Every frame a pointer.
Nolan’s hardly shunned the comparisons (and fair enough - few directors would).
They are their own things.
Gifford is the author of Wild at Heart and screenwriter of Lost Highway, two films David Lynch directed.
Immortality and Lynch is really less of a haunting, more of a close encounter.
Just like Nolan, with Immortality Barlow has built a technical marvel that is impressive to behold.
What I keep coming back to with Immortality, though, is the job of an architect.
Let’s walk it back a bit though.
Apples, snakes; oranges, nudity; keys, mystery; guns and knives and bloody hands.
Probably a Maltese Falcon if you look hard enough, somewhere on a shelf.
Themes recur and recur until they seem like much more than just a theme - more a pointed remark.

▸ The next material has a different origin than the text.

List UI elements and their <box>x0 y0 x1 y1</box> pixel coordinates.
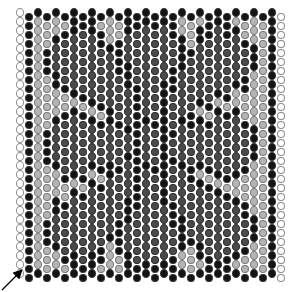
start-arrow-icon <box>0 0 304 292</box>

But that question - am I doing this right?!
- pervades throughout, and the uncertainty became, at least for me, part of the fun.
At one point I unlocked an achievement for “what happened to Marissa Marcel”.
A little later I reached the end credits.
I’ve wrestled with it and compared notes, doubted methods, gone through favourites and more.
I barely touched the various means of organising and filtering the footage - should I have?
This is a blessing and a curse for Immortality.
But upon reaching the other side I’m not entirely sure hewantedto.
I think I’ve been freer than I was meant to be.
I think I still have too many dangling threads.
People give a shot to solve his films because he doesn’t really make films.
Immortality, I feel, is a puzzle.
An immaculately conceived puzzle, built with superlative skill - and genuinely thrilling in its own right.
But it’s hard for a puzzle to feel profound.